SAS “rogue hero” hat is sold for £20,000

SAS “rogue hero” hat is sold for £20,000

The army headgear from a genuine SAS “rogue hero” sold for an astounding £20,000.

One of the first SAS troops, Major John Wiseman, was the owner of the khaki headgear.

The popular BBC programme SAS: Rogue Heroes is now focused on the creation of the “Who Dares Wins” unit.

Maj.
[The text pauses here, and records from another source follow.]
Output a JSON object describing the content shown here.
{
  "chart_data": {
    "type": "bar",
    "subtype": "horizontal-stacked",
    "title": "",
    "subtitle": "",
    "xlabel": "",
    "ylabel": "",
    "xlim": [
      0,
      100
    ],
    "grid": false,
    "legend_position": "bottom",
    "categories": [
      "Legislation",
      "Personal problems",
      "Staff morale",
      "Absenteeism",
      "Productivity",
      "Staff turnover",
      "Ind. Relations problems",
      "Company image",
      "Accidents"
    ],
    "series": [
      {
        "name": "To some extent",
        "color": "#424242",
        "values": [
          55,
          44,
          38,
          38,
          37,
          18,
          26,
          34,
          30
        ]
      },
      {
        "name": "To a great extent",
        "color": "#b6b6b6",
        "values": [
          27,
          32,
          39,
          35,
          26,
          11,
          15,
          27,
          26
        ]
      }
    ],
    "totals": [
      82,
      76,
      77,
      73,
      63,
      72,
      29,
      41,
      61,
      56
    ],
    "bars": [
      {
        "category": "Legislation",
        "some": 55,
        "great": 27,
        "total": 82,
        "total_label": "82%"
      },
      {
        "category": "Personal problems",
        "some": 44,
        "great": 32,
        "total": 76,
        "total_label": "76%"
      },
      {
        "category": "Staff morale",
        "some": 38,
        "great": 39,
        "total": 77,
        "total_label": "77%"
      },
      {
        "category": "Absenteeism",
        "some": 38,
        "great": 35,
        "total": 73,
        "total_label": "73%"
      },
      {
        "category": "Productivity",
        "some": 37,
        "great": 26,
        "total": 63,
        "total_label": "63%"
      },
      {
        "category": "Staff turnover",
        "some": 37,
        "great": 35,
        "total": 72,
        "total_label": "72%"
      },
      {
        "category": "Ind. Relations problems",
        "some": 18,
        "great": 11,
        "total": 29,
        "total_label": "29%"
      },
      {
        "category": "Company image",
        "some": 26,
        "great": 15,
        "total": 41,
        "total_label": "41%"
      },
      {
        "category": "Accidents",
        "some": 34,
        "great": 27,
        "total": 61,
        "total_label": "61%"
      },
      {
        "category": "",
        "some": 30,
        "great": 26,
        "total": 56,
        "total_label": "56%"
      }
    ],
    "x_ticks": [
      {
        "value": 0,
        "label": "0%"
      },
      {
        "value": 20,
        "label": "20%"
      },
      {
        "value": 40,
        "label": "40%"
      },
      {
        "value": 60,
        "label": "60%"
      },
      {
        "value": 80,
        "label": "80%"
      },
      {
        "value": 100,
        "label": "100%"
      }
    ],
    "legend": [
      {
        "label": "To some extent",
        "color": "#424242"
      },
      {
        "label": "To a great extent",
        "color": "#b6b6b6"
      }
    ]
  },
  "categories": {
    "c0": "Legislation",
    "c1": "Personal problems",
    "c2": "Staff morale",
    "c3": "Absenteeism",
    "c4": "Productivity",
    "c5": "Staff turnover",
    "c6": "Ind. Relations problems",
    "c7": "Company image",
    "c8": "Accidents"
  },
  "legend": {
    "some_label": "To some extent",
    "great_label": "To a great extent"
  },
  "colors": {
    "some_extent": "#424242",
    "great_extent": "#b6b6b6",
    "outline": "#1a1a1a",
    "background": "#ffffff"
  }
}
Wiseman was there when renowned army leader David Stirling made the decision to set up a raiding force that would engage in perilous operations well beyond enemy lines.

Many of the early SAS missions in North Africa, which entailed targeting enemy airfields and convoys, were carried out by him.

On the eve of the Allied invasion of Sicily in July 1943, he led an SAS unit in climbing cliffs to attack a coastal artillery, earning him the Military Cross.

His little squad managed to completely surprise the opposition, killing, capturing, or injuring 40 of them while sustaining no personal injuries.

In addition, his storming group silenced three gun batteries and killed roughly 200 Italian troops in the course of 17 hours.

During the Battle of Termoli in Italy in October 1943, a German shell that struck directly into his vehicle killed 17 of his comrades. He was the only one to survive.

Maj. Wiseman passed away in 2005 at the age of 89, and the person in charge of getting rid of the family’s belongings sold his peaked hat to a militaria collector.

The sweatband of the hat, which contains some stains, is likely to have been manufactured in Cairo around 1940. It bears a label with Wiseman’s name embroidered on the inside rim.

It has the renowned SAS hat badge—a flying dagger—and the words “Who Dares Wins” embroidered on it.

The outline of another badge is visible when the current one is removed. This was a badge for Maj. Wiseman’s parent regiment or his previous unit.

The headgear sold for a hammer price of £16,000 despite being anticipated to sell for £3,000 due to who it belonged to. The successful bidder purchased it for more than £20,000 after fees.

A black and white photograph of the founding members of the LRDG/SAS, with Maj. Wiseman standing on the far right wearing a peaked hat, was sold along with it.

“I absolutely believe that the new BBC drama may have had a factor in the ultimate hammer price,” said Matthew Tredwin of C&T Auctions in Ashford, Kent. “However, any things linked to the SAS have usually done well at auction.”

At the start of the war, Maj Wiseman, a language student at Cambridge University, enlisted as a soldier in the North Somerset Yeomanry.

With the unit, he was transferred to North Africa where he battled the Vichy French.

He was selected for officer training in Cairo because of his multilingualism, and he ultimately received a commission in the Duke of Cornwall’s Light Infantry.

He enlisted in the SAS and attended their 1942 training camp at Karbit, Egypt.

Maj. Wiseman participated in Operation Houndsworth, which was carried out behind German lines in France after D-Day on June 6, 1944, in order to obstruct their reinforcements in Normandy.

Wiseman went back to working at the family optical equipment company after the war.